The Story of Stray Dog Press, Inc.
There's an old saying that whenever God closes a door He opens a window. A window of opportunity. Only sometimes that window is on the second floor. So if you want to climb through it you'd better have a ladder. Stray Dog Press is my ladder.
I've had three novels published by major New York publishers: The Concrete Inquisition, Signet Books; Digger, Bantam Books; and The Next President, Bantam Books. A fourth novel, The President's Henchman, was published by a regional publisher, Variance Publishing.
Besides some good media reviews, there have been many kind words from readers who've written to me. Inevitably, these congratulatory messages end with the query: When will your next book be out? And therein lies the rub. I kept writing but the traditional publishers stopped buying.
Which begs the question: Why? Did I lose it? Did the quality of my writing fall off a cliff? Did I run out of interesting story ideas? Did I fall prey to self-destructive habits?
The answer to all of the above questions is no.
Fortunately, technology offered a solution: ebooks and print-on-demand publishing.
Write a novel. Create a digital file of the manuscript. Make the book available through the Internet for all those ebook readers. Print one copy at a time as print orders are received.
Stray Dog Press will offer novels in two formats: ebooks and high-quality trade paperbacks. Both formats will be priced lower than comparable books sold at retail. Those folks down in Bentonville, Arkansas aren't the only ones who can underprice the competition. Will the product between the front and back covers be any good? Judge for yourself. Stray Dog Press offers prospective readers a significantly larger sampling: 10-30 pages of each novel. Read that much for free and if we've hooked you, great. Buy the book. If not, nothing's lost.
Striking out on your own is very scary — you have to start by putting up your own money, for one thing — but it's also tremendously exciting. The growing demand for ebook content portends a whole new world of publishing, much the better for the author.
The way I hope it works out, Stray Dog Press will be a central part of my life until I need a ladder to the hereafter.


Problem requirements
Would you go through the records below and copy each line with the string "value"?

Data provided
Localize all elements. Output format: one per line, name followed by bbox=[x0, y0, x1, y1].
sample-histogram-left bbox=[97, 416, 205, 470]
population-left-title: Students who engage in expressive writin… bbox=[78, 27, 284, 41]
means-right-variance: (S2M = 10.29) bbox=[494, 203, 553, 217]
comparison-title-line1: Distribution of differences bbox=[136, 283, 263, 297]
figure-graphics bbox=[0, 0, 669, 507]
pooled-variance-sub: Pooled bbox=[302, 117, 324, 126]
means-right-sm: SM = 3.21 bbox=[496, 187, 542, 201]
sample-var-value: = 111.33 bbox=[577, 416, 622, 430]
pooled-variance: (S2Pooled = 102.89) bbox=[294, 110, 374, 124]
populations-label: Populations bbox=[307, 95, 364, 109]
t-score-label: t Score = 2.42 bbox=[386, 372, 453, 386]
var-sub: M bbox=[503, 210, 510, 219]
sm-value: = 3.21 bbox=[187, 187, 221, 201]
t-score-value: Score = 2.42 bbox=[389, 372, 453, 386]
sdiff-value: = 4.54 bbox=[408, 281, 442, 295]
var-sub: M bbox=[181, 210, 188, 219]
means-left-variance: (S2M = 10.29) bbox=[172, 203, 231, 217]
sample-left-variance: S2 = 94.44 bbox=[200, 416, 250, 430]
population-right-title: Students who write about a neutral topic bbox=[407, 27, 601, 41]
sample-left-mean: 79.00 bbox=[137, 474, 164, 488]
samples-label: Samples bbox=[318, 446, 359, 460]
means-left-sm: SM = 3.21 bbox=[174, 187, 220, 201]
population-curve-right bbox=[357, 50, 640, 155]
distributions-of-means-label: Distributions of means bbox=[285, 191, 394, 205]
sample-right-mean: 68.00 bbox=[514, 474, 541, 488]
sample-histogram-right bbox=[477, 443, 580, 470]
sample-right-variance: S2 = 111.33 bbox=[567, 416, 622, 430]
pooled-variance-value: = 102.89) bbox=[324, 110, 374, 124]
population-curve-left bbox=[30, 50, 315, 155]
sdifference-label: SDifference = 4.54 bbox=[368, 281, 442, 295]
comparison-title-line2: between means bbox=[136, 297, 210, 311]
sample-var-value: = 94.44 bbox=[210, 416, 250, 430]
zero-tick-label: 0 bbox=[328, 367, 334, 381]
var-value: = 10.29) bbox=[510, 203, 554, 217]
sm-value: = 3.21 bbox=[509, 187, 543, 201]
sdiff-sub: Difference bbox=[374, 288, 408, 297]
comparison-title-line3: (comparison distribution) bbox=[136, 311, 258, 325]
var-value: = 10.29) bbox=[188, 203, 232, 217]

Response to the exercise
sample-var-value: = 111.33 bbox=[577, 416, 622, 430]
sm-value: = 3.21 bbox=[187, 187, 221, 201]
t-score-value: Score = 2.42 bbox=[389, 372, 453, 386]
sdiff-value: = 4.54 bbox=[408, 281, 442, 295]
pooled-variance-value: = 102.89) bbox=[324, 110, 374, 124]
sample-var-value: = 94.44 bbox=[210, 416, 250, 430]
var-value: = 10.29) bbox=[510, 203, 554, 217]
sm-value: = 3.21 bbox=[509, 187, 543, 201]
var-value: = 10.29) bbox=[188, 203, 232, 217]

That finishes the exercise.